Fixingn this may require separating the compute for reprocessing and regular ingestion, or adding some way to prioritize new package tasks over reprocessing package tasks, or something else entirely.
Currently having the "reprocessing" workflow as a cron job is necessary for our public instance of Construct Hub and likely desirable for private instances of Construct Hub since it currently serves three purposes as I see it:
re-ingesting packages, which updates per-package metadata based on the latest package tags the operator has configured (we use this to apply CDK type tags and publisher tags, and this configuration gets updated by us whenever new publishers want their packages to be specially tagged on Construct Hub)
re-generating docs to account for latest fixes in jsii and jsii-rosetta and jsii-docgen
re-generating docs so that links to types in external packages will link to the latest versions of the appropriate packages
(1) and (2) don't necessarily justify having this as a daily cron job since we could just manually trigger the workflow whenever it's actually needed. But (3) is something I wasn't aware of until recently. To make this concrete, if someone's construct library has a class, and the API reference of that class references a type from any other library that they have a caret dependency on (e.g. constructs.Construct) -- then the version of the dependency library in the link to depends on what the latest version of the package was when the API reference was generated.
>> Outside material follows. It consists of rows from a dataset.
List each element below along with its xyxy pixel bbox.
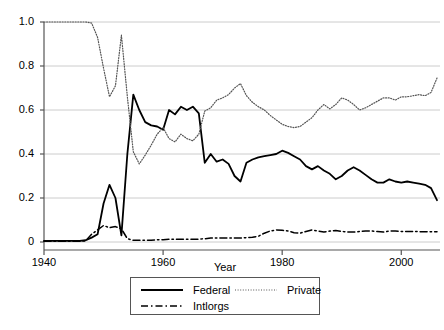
x-axis-title: Year (195, 262, 255, 273)
series-paths-group (44, 22, 437, 241)
legend-swatch-dotted-icon (233, 285, 279, 295)
y-tick-label: 0.4 (6, 148, 34, 159)
series-line-intlorgs (44, 226, 437, 242)
legend-swatch-dashdot-icon (139, 301, 185, 311)
x-tick-label: 1960 (143, 257, 183, 268)
series-line-private (44, 22, 437, 164)
chart-legend: Federal Private Intlorgs (130, 277, 320, 315)
y-tick-label: 0.8 (6, 60, 34, 71)
legend-label-private: Private (287, 285, 321, 296)
axes-group (44, 22, 440, 250)
y-tick-label: 0 (6, 236, 34, 247)
legend-label-intlorgs: Intlorgs (193, 301, 229, 312)
legend-swatch-solid-icon (139, 285, 185, 295)
x-tick-label: 2000 (381, 257, 421, 268)
y-tick-label: 1.0 (6, 16, 34, 27)
series-line-federal (44, 95, 437, 241)
chart-figure: 00.20.40.60.81.0 1940196019802000 Year F… (0, 0, 444, 330)
x-tick-label: 1940 (24, 257, 64, 268)
y-tick-label: 0.2 (6, 192, 34, 203)
x-tick-label: 1980 (262, 257, 302, 268)
legend-entry-federal: Federal (139, 282, 230, 298)
legend-entry-intlorgs: Intlorgs (139, 298, 229, 314)
ticks-group (40, 22, 401, 255)
legend-entry-private: Private (233, 282, 321, 298)
legend-label-federal: Federal (193, 285, 230, 296)
y-tick-label: 0.6 (6, 104, 34, 115)
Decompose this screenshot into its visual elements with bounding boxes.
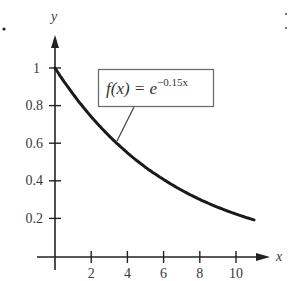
callout-leader-line: [117, 107, 134, 141]
page-edge-mark: [285, 13, 287, 15]
x-tick-label: 8: [196, 266, 203, 281]
y-axis-arrow-icon: [51, 35, 59, 48]
x-axis-label: x: [275, 249, 283, 264]
y-tick-label: 0.6: [26, 136, 44, 151]
y-tick-label: 0.8: [26, 98, 44, 113]
x-tick-label: 10: [229, 266, 243, 281]
y-axis-label: y: [49, 9, 58, 24]
page-dot-mark: [2, 27, 5, 30]
y-tick-label: 0.4: [26, 173, 44, 188]
x-tick-label: 4: [124, 266, 131, 281]
x-axis-arrow-icon: [256, 253, 270, 261]
x-tick-label: 2: [88, 266, 95, 281]
page-edge-mark: [285, 27, 287, 29]
x-tick-label: 6: [160, 266, 167, 281]
y-tick-label: 1: [33, 61, 40, 76]
chart-canvas: y x 1 0.8 0.6 0.4 0.2 2 4 6 8 10 f(x) = …: [0, 0, 288, 281]
y-tick-label: 0.2: [26, 211, 44, 226]
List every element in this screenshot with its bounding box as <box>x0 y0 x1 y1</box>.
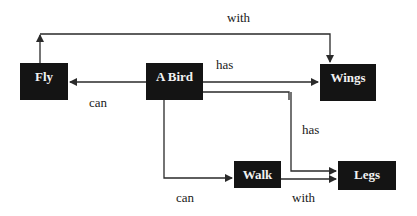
label-can-walk: can <box>176 190 194 206</box>
node-legs: Legs <box>338 161 396 190</box>
node-bird: A Bird <box>146 63 203 100</box>
node-wings-label: Wings <box>330 70 365 86</box>
node-walk: Walk <box>234 161 281 188</box>
node-fly-label: Fly <box>35 69 53 85</box>
node-wings: Wings <box>320 64 376 101</box>
edge-bird-legs-a <box>203 92 289 100</box>
label-has-wings: has <box>216 57 233 73</box>
node-fly: Fly <box>20 63 68 100</box>
label-with-legs: with <box>292 190 315 206</box>
label-has-legs: has <box>302 122 319 138</box>
edge-bird-walk <box>164 100 232 178</box>
bird-concept-diagram: Fly A Bird Wings Walk Legs with has can … <box>0 0 417 216</box>
node-legs-label: Legs <box>354 167 380 183</box>
label-can-fly: can <box>89 95 107 111</box>
edge-fly-wings <box>40 34 330 62</box>
label-with-wings: with <box>227 10 250 26</box>
node-walk-label: Walk <box>243 167 273 183</box>
node-bird-label: A Bird <box>156 69 193 85</box>
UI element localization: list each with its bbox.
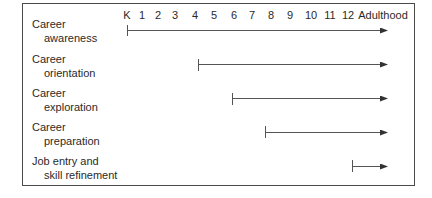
timeline-arrows xyxy=(0,0,432,198)
arrow-career-preparation xyxy=(266,126,388,138)
arrow-career-awareness xyxy=(128,25,388,36)
arrow-career-exploration xyxy=(233,93,388,105)
arrow-career-orientation xyxy=(199,59,388,71)
arrow-job-entry xyxy=(353,160,388,172)
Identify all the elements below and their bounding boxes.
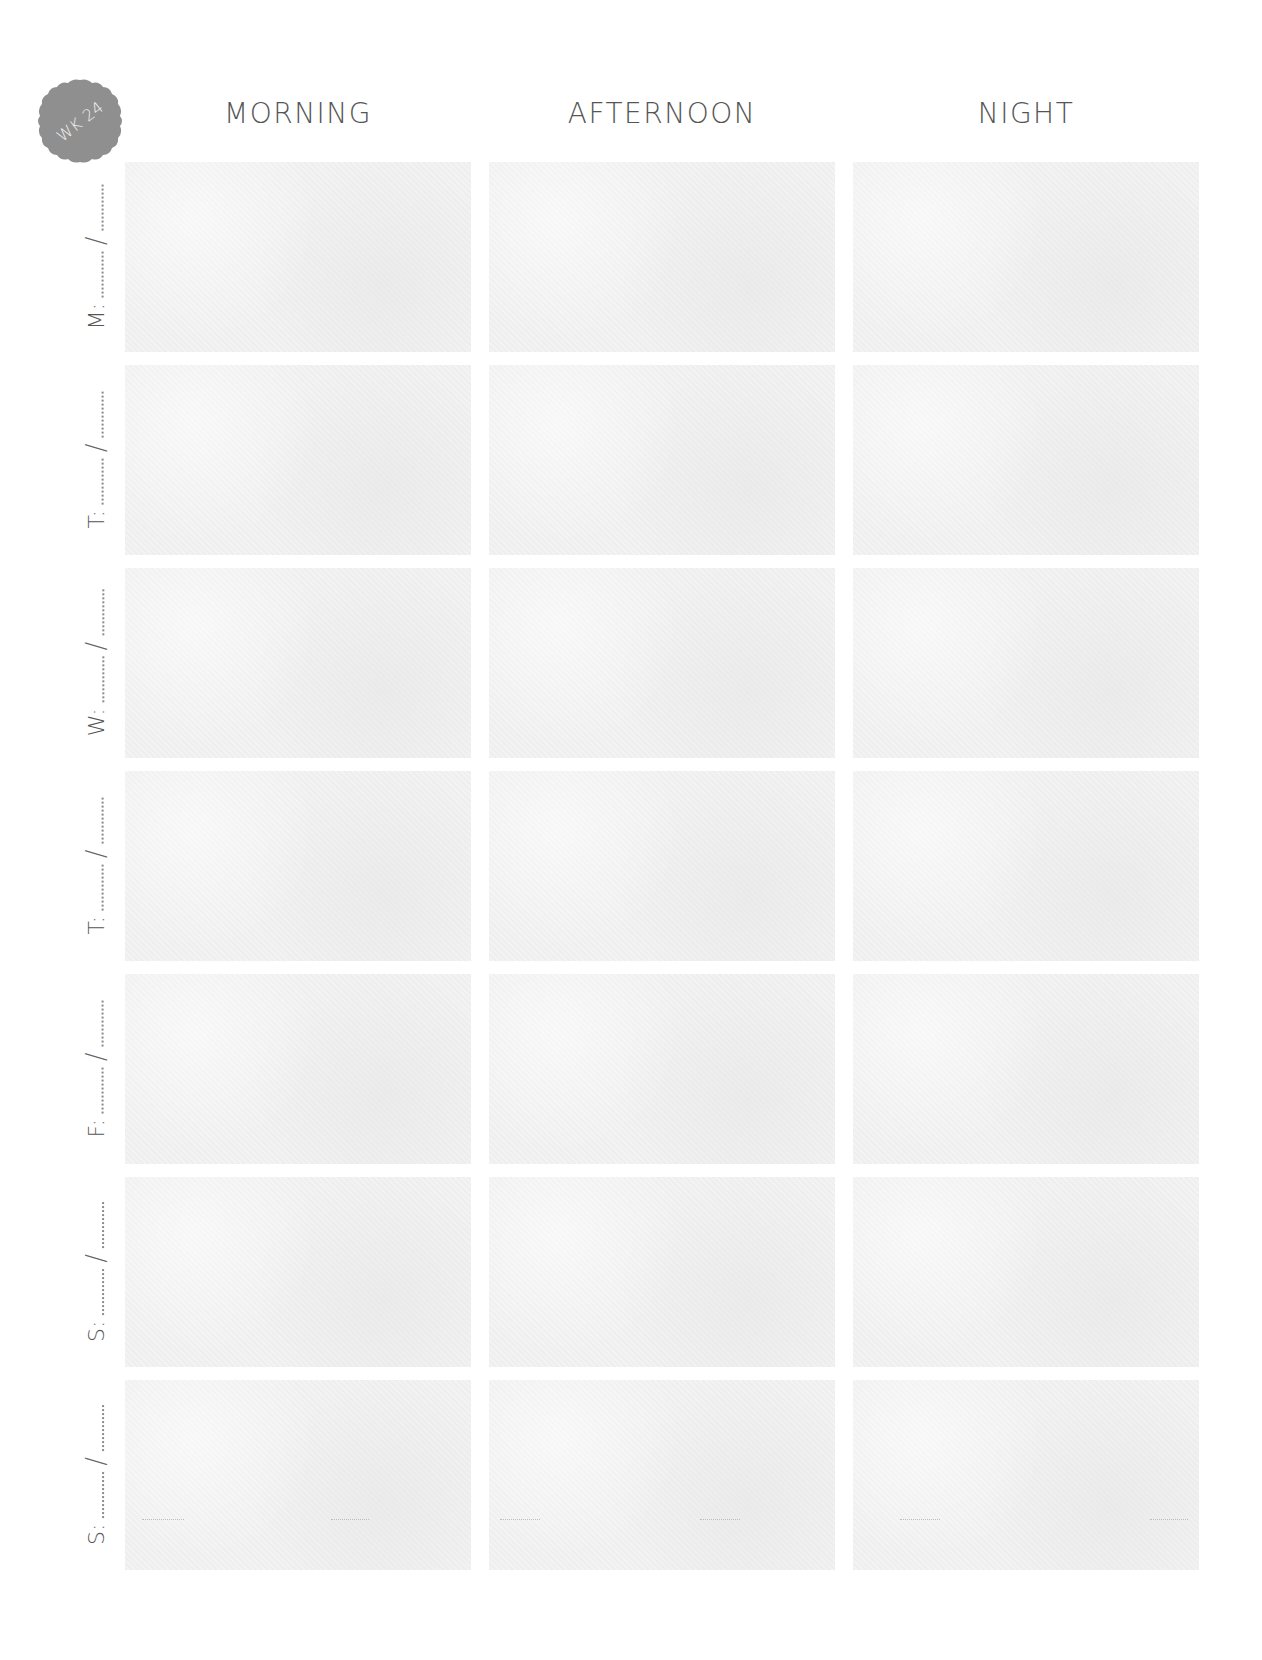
cell-saturday-morning[interactable] [125,1177,471,1367]
day-letter: T: [84,510,109,528]
date-separator: / [81,236,111,245]
cell-tuesday-afternoon[interactable] [489,365,835,555]
header-morning-text: Morning [224,86,372,132]
date-blank-day[interactable] [102,1472,104,1518]
day-letter: M: [84,303,109,329]
date-blank-day[interactable] [102,251,104,297]
date-blank-day[interactable] [102,458,104,504]
row-label-sunday: S: / [72,1380,120,1570]
date-separator: / [81,849,111,858]
cell-thursday-night[interactable] [853,771,1199,961]
cell-thursday-morning[interactable] [125,771,471,961]
cell-saturday-night[interactable] [853,1177,1199,1367]
cell-thursday-afternoon[interactable] [489,771,835,961]
date-blank-day[interactable] [102,1067,104,1113]
row-label-wednesday: W: / [72,568,120,758]
cell-wednesday-afternoon[interactable] [489,568,835,758]
header-afternoon-text: Afternoon [568,86,757,132]
date-separator: / [81,443,111,452]
day-letter: S: [84,1524,109,1545]
date-blank-month[interactable] [102,1000,104,1046]
row-label-monday: M: / [72,162,120,352]
cell-tuesday-morning[interactable] [125,365,471,555]
cell-sunday-morning[interactable] [125,1380,471,1570]
header-night-text: Night [978,86,1075,132]
row-label-saturday: S: / [72,1177,120,1367]
cell-monday-night[interactable] [853,162,1199,352]
date-separator: / [81,642,111,651]
dotted-line-stub [142,1519,184,1520]
cell-wednesday-night[interactable] [853,568,1199,758]
row-label-friday: F: / [72,974,120,1164]
date-blank-month[interactable] [102,797,104,843]
date-blank-month[interactable] [102,1405,104,1451]
header-morning: Morning [125,84,471,134]
day-letter: W: [84,708,109,736]
date-blank-month[interactable] [102,1202,104,1248]
day-letter: S: [84,1321,109,1342]
date-blank-day[interactable] [102,656,104,702]
cell-tuesday-night[interactable] [853,365,1199,555]
date-separator: / [81,1254,111,1263]
dotted-line-stub [900,1519,940,1520]
row-label-thursday: T: / [72,771,120,961]
planner-grid [125,162,1211,1572]
cell-monday-morning[interactable] [125,162,471,352]
dotted-line-stub [331,1519,369,1520]
cell-monday-afternoon[interactable] [489,162,835,352]
date-blank-month[interactable] [102,184,104,230]
dotted-line-stub [700,1519,740,1520]
row-label-tuesday: T: / [72,365,120,555]
cell-sunday-night[interactable] [853,1380,1199,1570]
cell-sunday-afternoon[interactable] [489,1380,835,1570]
date-separator: / [81,1052,111,1061]
day-letter: T: [84,916,109,934]
cell-friday-night[interactable] [853,974,1199,1164]
dotted-line-stub [1150,1519,1188,1520]
day-letter: F: [84,1119,109,1137]
date-blank-month[interactable] [102,391,104,437]
week-badge: WK 24 [37,78,123,164]
cell-wednesday-morning[interactable] [125,568,471,758]
cell-friday-morning[interactable] [125,974,471,1164]
date-separator: / [81,1457,111,1466]
date-blank-day[interactable] [102,864,104,910]
dotted-line-stub [500,1519,540,1520]
header-afternoon: Afternoon [489,84,835,134]
header-night: Night [853,84,1199,134]
date-blank-day[interactable] [102,1269,104,1315]
cell-saturday-afternoon[interactable] [489,1177,835,1367]
cell-friday-afternoon[interactable] [489,974,835,1164]
date-blank-month[interactable] [102,590,104,636]
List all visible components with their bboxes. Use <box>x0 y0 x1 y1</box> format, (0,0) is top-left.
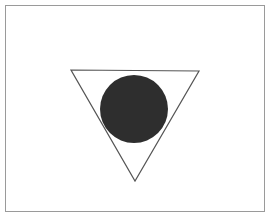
figure-canvas: Dark circle inside downward-pointing tri… <box>0 0 272 218</box>
shape-canvas <box>0 0 272 218</box>
dark-circle <box>100 75 168 143</box>
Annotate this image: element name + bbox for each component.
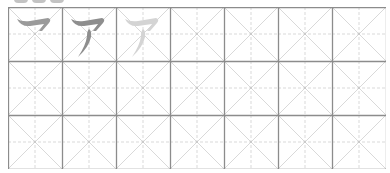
center-dot	[34, 87, 36, 89]
practice-cell[interactable]	[8, 115, 62, 169]
practice-cell[interactable]	[332, 115, 386, 169]
center-dot	[304, 33, 306, 35]
center-dot	[88, 87, 90, 89]
practice-cell[interactable]	[62, 115, 116, 169]
practice-cell[interactable]	[170, 115, 224, 169]
stroke-indicator-3	[50, 0, 64, 3]
practice-cell[interactable]	[224, 115, 278, 169]
center-dot	[304, 87, 306, 89]
practice-cell[interactable]	[224, 7, 278, 61]
practice-grid-lines	[8, 7, 386, 169]
center-dot	[250, 33, 252, 35]
stroke-1-path	[125, 18, 158, 31]
practice-cell[interactable]	[332, 7, 386, 61]
stroke-indicator-2	[32, 0, 46, 3]
practice-cell[interactable]	[8, 61, 62, 115]
stroke-demo-complete	[71, 18, 104, 57]
stroke-indicator-1	[14, 0, 28, 3]
center-dot	[250, 141, 252, 143]
practice-cell[interactable]	[224, 61, 278, 115]
center-dot	[358, 141, 360, 143]
center-dot	[196, 33, 198, 35]
stroke-demo-stroke-1	[17, 18, 50, 31]
stroke-demo-trace	[125, 18, 158, 57]
practice-cell[interactable]	[170, 61, 224, 115]
practice-cell[interactable]	[332, 61, 386, 115]
center-dot	[196, 141, 198, 143]
practice-cell[interactable]	[62, 61, 116, 115]
practice-grid	[8, 7, 386, 169]
practice-cell[interactable]	[278, 115, 332, 169]
center-dot	[34, 141, 36, 143]
center-dot	[142, 87, 144, 89]
practice-cell[interactable]	[278, 61, 332, 115]
center-dot	[88, 141, 90, 143]
stroke-order-indicators	[14, 0, 64, 3]
practice-cell[interactable]	[170, 7, 224, 61]
stroke-1-path	[71, 18, 104, 31]
center-dot	[358, 33, 360, 35]
center-dot	[250, 87, 252, 89]
stroke-1-path	[17, 18, 50, 31]
center-dot	[34, 33, 36, 35]
center-dot	[358, 87, 360, 89]
center-dot	[196, 87, 198, 89]
practice-cell[interactable]	[116, 61, 170, 115]
practice-cell[interactable]	[8, 7, 62, 61]
practice-cell[interactable]	[278, 7, 332, 61]
center-dot	[304, 141, 306, 143]
practice-cell[interactable]	[116, 115, 170, 169]
center-dot	[142, 141, 144, 143]
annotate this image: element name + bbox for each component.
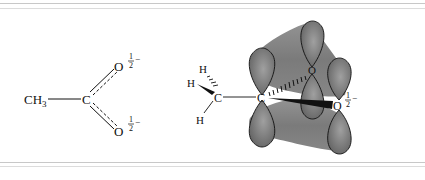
svg-text:2: 2: [129, 61, 133, 70]
svg-text:−: −: [135, 117, 140, 127]
carbon-label: C: [82, 92, 91, 107]
h-top-label: H: [199, 63, 207, 75]
methyl-carbon-label: C: [214, 91, 222, 105]
svg-text:−: −: [352, 93, 357, 103]
svg-text:1: 1: [346, 91, 350, 100]
h-left-label: H: [187, 77, 195, 89]
acetate-figure: CH3 C O 1 2 − O 1 2 −: [0, 0, 425, 180]
hashed-bond-h-top: [207, 76, 218, 86]
wedge-bond-h-left: [197, 84, 215, 95]
charge-bottom: 1 2 −: [128, 115, 140, 133]
right-structure: H H H C C O: [187, 21, 357, 154]
svg-text:−: −: [135, 54, 140, 64]
svg-text:1: 1: [129, 115, 133, 124]
carbon-p-lobe-upper: [249, 48, 275, 95]
charge-top: 1 2 −: [128, 52, 140, 70]
left-structure: CH3 C O 1 2 − O 1 2 −: [24, 52, 140, 139]
oxygen-top-label: O: [114, 59, 123, 74]
bond-h-bottom: [204, 101, 213, 113]
bond-solid-bottom: [90, 106, 114, 129]
bond-dashed-bottom: [93, 103, 117, 126]
oxygen-back-label: O: [308, 64, 316, 76]
bond-dashed-top: [93, 72, 117, 95]
svg-text:1: 1: [129, 52, 133, 61]
oxygen-front-label: O: [333, 99, 342, 113]
h-bottom-label: H: [196, 114, 204, 126]
svg-text:2: 2: [129, 124, 133, 133]
methyl-label: CH3: [24, 92, 47, 109]
carboxyl-carbon-label: C: [257, 91, 265, 105]
charge-front: 1 2 −: [345, 91, 357, 109]
oxygen-bottom-label: O: [114, 124, 123, 139]
bond-solid-top: [90, 69, 114, 92]
svg-text:2: 2: [346, 100, 350, 109]
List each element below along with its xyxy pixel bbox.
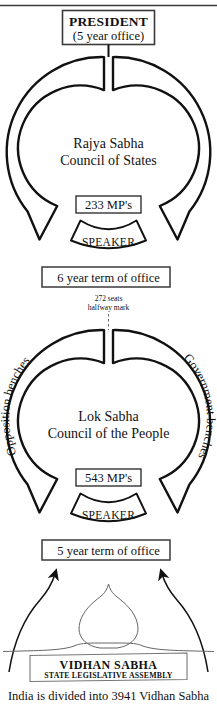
- halfway-mark-line1: 272 seats: [95, 294, 123, 303]
- diagram-canvas: PRESIDENT (5 year office) Rajya Sabha Co…: [0, 0, 217, 710]
- halfway-mark-line2: halfway mark: [88, 303, 130, 312]
- diagram-caption: India is divided into 3941 Vidhan Sabha: [8, 689, 210, 703]
- rajya-sabha-term-label: 6 year term of office: [57, 271, 160, 285]
- president-title: PRESIDENT: [69, 14, 148, 29]
- vidhan-sabha-title: VIDHAN SABHA: [60, 658, 158, 672]
- rajya-sabha-name-line1: Rajya Sabha: [73, 136, 144, 151]
- vidhan-sabha-dome: [79, 584, 138, 648]
- rajya-sabha-seats-label: 233 MP's: [85, 198, 132, 212]
- parliament-structure-diagram: PRESIDENT (5 year office) Rajya Sabha Co…: [0, 0, 217, 710]
- lok-sabha-name-line2: Council of the People: [48, 426, 170, 441]
- lok-sabha-seats-label: 543 MP's: [85, 471, 132, 485]
- lok-sabha-term-label: 5 year term of office: [57, 544, 160, 558]
- vidhan-sabha-subtitle: STATE LEGISLATIVE ASSEMBLY: [44, 671, 173, 680]
- rajya-sabha-name-line2: Council of States: [60, 153, 156, 168]
- lok-sabha-name-line1: Lok Sabha: [78, 409, 139, 424]
- rajya-sabha-speaker-label: SPEAKER: [82, 236, 135, 248]
- lok-sabha-speaker-label: SPEAKER: [82, 509, 135, 521]
- president-subtitle: (5 year office): [73, 29, 144, 43]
So if we never ran reprocessing, you might click a link and get taken to the page for [email protected] when the latest version is actually [email protected]. Since both versions of the dependency are compatible with the original library, both links are technically valid, but I think it would make a subpar experience since APIs often get updated with better docs etc. so we should try to link to the latest available version. Generating a docs in a way that doesn't hard-code package versions may be possible, but it would require pushing a lot of complexity onto the front-end to do semver calculations to determine what package to link to.
So TL;DR I think reprocessing all docs on a daily basis is a pragmatic option for now, but I still think adding some kind of systematic fix using queues (or by creating a separate cluster) for the issue title is desirable long term.
As a short term fix I think it's ok to increase the service limits in our AWS accounts since not all private construct hubs will necessarily host as many libraries + versions as us, and anyone can request these same limit increases on their own AWS accounts.
We also are making changes to improve jsii-docgen performance which should slightly mitigate the problem by reducing how long reprocessing takes (cdklabs/jsii-docgen#553 and cdklabs/jsii-docgen#559).
If we are running a full reprocessing of all packages on Construct Hub, it's possible that so many fargate tasks will be running that it's impossible for new packages to get processed. (Specifically, the "Orchestration" step function may have a task running to ingest a package, and it may get very unlucky retrying the ECS SubmitTask operation in an exponential backoff loop we have defined).
Fixingn this may require separating the compute for reprocessing and regular ingestion, or adding some way to prioritize new package tasks over reprocessing package tasks, or something else entirely.